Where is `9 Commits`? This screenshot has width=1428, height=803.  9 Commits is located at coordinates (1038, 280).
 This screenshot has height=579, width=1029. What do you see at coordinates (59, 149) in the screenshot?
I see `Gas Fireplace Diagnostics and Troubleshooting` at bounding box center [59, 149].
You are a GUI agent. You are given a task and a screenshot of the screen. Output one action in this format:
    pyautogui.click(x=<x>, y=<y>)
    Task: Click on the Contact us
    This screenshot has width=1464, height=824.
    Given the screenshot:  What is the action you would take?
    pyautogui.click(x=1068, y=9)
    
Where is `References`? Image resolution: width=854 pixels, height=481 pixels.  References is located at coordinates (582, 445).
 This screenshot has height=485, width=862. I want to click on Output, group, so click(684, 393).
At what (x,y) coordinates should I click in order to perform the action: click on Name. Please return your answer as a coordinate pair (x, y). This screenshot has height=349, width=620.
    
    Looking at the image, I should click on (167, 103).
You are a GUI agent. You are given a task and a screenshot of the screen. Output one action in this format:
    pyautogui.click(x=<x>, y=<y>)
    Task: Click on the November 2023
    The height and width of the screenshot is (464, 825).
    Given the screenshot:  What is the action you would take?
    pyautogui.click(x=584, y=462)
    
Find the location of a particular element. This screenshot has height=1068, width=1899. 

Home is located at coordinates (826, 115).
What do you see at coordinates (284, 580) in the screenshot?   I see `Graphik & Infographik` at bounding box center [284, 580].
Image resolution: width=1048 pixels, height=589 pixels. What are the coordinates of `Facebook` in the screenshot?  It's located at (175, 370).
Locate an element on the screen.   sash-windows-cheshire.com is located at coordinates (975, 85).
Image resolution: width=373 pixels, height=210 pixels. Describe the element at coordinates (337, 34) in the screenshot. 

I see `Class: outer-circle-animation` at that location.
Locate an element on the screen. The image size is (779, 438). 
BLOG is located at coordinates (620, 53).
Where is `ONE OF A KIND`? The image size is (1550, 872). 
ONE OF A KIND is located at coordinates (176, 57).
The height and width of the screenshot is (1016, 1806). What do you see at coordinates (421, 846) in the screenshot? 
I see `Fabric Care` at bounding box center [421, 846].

++++++++++++++++++++

**Assigned task:** What is needed is an exact copy of every record above.

**Answer to the problem:**
Where is `9 Commits`? This screenshot has width=1428, height=803.  9 Commits is located at coordinates (1038, 280).
 This screenshot has height=579, width=1029. What do you see at coordinates (59, 149) in the screenshot?
I see `Gas Fireplace Diagnostics and Troubleshooting` at bounding box center [59, 149].
You are a GUI agent. You are given a task and a screenshot of the screen. Output one action in this format:
    pyautogui.click(x=<x>, y=<y>)
    Task: Click on the Contact us
    This screenshot has width=1464, height=824.
    Given the screenshot:  What is the action you would take?
    pyautogui.click(x=1068, y=9)
    
Where is `References`? Image resolution: width=854 pixels, height=481 pixels.  References is located at coordinates (582, 445).
 This screenshot has height=485, width=862. I want to click on Output, group, so click(684, 393).
At what (x,y) coordinates should I click in order to perform the action: click on Name. Please return your answer as a coordinate pair (x, y). This screenshot has height=349, width=620.
    
    Looking at the image, I should click on (167, 103).
You are a GUI agent. You are given a task and a screenshot of the screen. Output one action in this format:
    pyautogui.click(x=<x>, y=<y>)
    Task: Click on the November 2023
    The height and width of the screenshot is (464, 825).
    Given the screenshot:  What is the action you would take?
    pyautogui.click(x=584, y=462)
    
Find the location of a particular element. This screenshot has height=1068, width=1899. 

Home is located at coordinates (826, 115).
What do you see at coordinates (284, 580) in the screenshot?   I see `Graphik & Infographik` at bounding box center [284, 580].
Image resolution: width=1048 pixels, height=589 pixels. What are the coordinates of `Facebook` in the screenshot?  It's located at (175, 370).
Locate an element on the screen.   sash-windows-cheshire.com is located at coordinates (975, 85).
Image resolution: width=373 pixels, height=210 pixels. Describe the element at coordinates (337, 34) in the screenshot. 

I see `Class: outer-circle-animation` at that location.
Locate an element on the screen. The image size is (779, 438). 
BLOG is located at coordinates (620, 53).
Where is `ONE OF A KIND`? The image size is (1550, 872). 
ONE OF A KIND is located at coordinates (176, 57).
The height and width of the screenshot is (1016, 1806). What do you see at coordinates (421, 846) in the screenshot? 
I see `Fabric Care` at bounding box center [421, 846].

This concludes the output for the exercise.